Um. Gosh :-) I have a paypal account at tom@livelogix.com. Thanks very much!
To many balls in the air at once, that’s my problem. There’s Hobo the open source project — keeping updates flowing, responding to problems you folks are hitting, documentation, and on and on and on. Then there’s paying the rent, and right now that means working on a least two, maybe three or four commercial web-sites. The good news is that all of these projects are being built using Hobo, so I’m getting to put Hobo through its paces and I’m really enjoying what I’m seeing.
Yesterday, for example, I was working on one app and noticed that a particular class of user was able to edit something that should have been read-only. I made a quick change to the updateable_by? method on the model in question, and refreshed the browser. All the in-place-editors changed to read-only text. On every page in the site. I made a similar change to deleteable_by?, and a whole bunch of “Remove” buttons vanished. Unless I logged in as an administrator — then they all came back again.
In another story, I was editing a view of a person. People in this app have many discussions. There is a preview of some recent discussions on the person’s home page, but I realised I needed a place where they could see all of their ongoing discussions. I added a quick <object_link attr="discussions"/> and then, er, refreshed the browser. Job done – the page in question was built entirely automatically by Hobo. OK to be honest I’ll probably have to customise that page a little, but that will be a quick and painless task.

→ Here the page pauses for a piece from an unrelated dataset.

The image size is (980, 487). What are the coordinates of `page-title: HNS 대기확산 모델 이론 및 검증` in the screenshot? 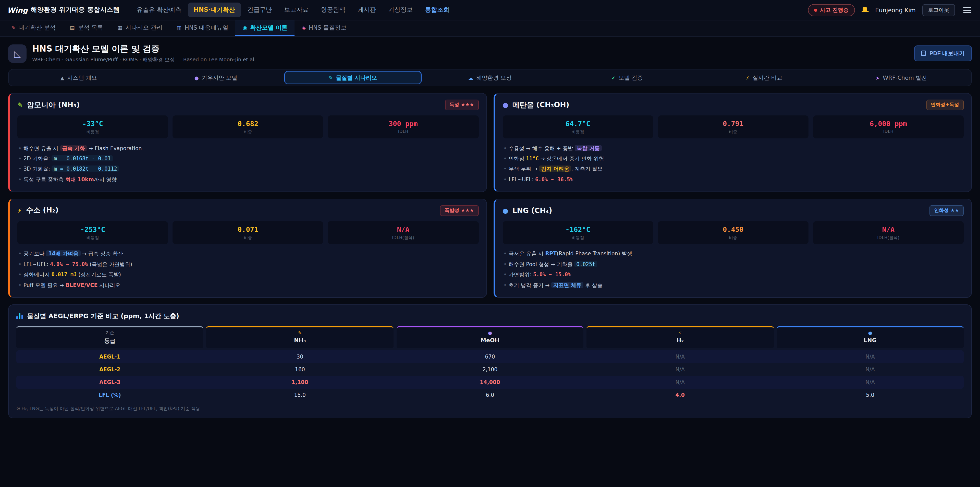 It's located at (144, 49).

All in all it’s kind of a jaw-dropping experience. Right now things are still at the stage where I frequently find myself dipping into the Hobo source to add a small feature or to tweak something to be a bit more flexible, or implement some corner case. But the need to do that is diminishing rapidly. Once Hobo really matures, I really think it’s going to set a new bar for how much work it takes to build a web app.
The app I’ve talked about is a fairly sophisticated group collaboration application, with discussions, events and calendaring, classified adverts and a bunch of other stuff. At some point I’ll host it for the public as a demo of the capabilities of Hobo. For one thing that should help dispel the misconception I’ve seen in some places that Hobo is only for building prototypes. Hobo is for that, and for real applications too.

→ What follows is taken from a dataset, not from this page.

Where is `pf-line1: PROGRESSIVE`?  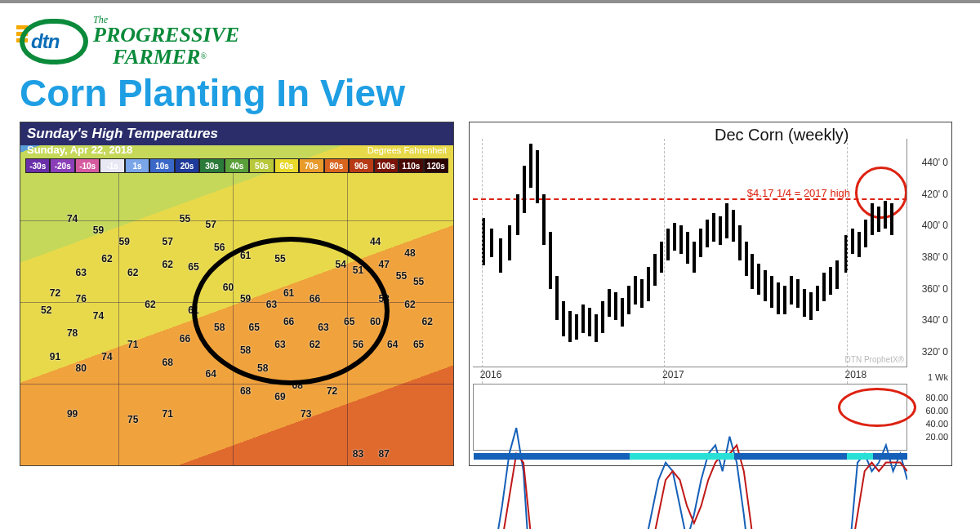 pf-line1: PROGRESSIVE is located at coordinates (167, 34).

Um. Gosh :-) I have a paypal account at tom@livelogix.com. Thanks very much!
very nice! i suppose you’ve seen CSS dryer => http://blog.airbladesoftware.com/2006/12/11/cssdryer-dry-up-your-css
anyway i’m a designer learning ruby and rails and the dryml looks great. unarguably cleaner.
there is also HAML => http://unspace.ca/discover/haml/ where whitespace and indentions count. but this may be to minimal… is that possible?

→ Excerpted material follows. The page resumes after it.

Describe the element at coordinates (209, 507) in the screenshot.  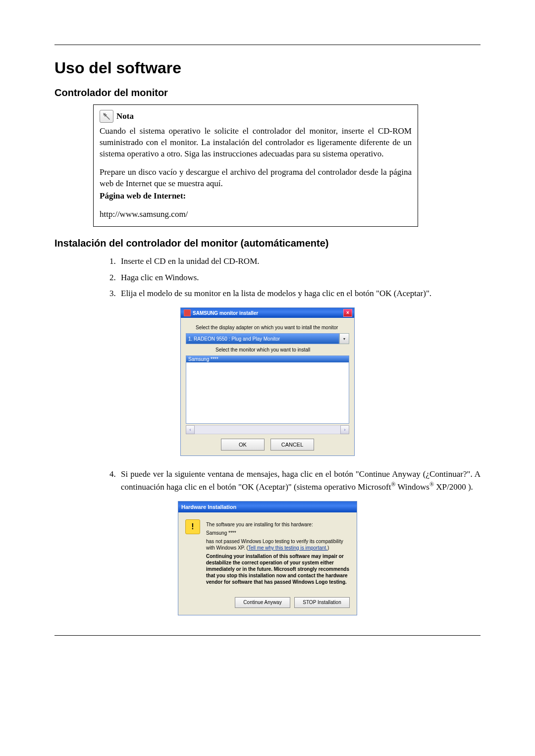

shaggy – no I hadn’t come across CSS dryer. AWESOME! I totally love it. This is definitely going into my standard toolkit. Hmmm, if I start using this for Hobo themes then Hobo will have a dependency on the CSS Dryer plugin. No big deal.
HAML I have seen and I’m not convinced to be honest. I find it rather unreadable.
Great Application,
My two cents for the paypal account; you should also have a wish list from Amazon, ‘couse there are some countries were donations can not be done by paypal(El Salvador for example).
I would like to help maybe in traslating some how your app.
I’ve trying other alternatives over RoR, buy yours is ahead of time.
Felicitaciones
It would be great when you are able to opensource that example app. I’m very impressed by hobo so far. Best wishes in the new year with hobo, and I agree with UnTalDouglas that amazon list would be another option for some folks who would like to show their appreciation.
I’d just like to say you’re doing a great job.
Can’t wait to see more releases :)
[...] Hmm…don’t want to get boring or over-blown or anything, but Hobo rocks. No, really. We’re starting to get a bit excited. Related Entries: [...]
Tom,
great stuff. Give us an email or a paypal account so we can donate if we like, ok?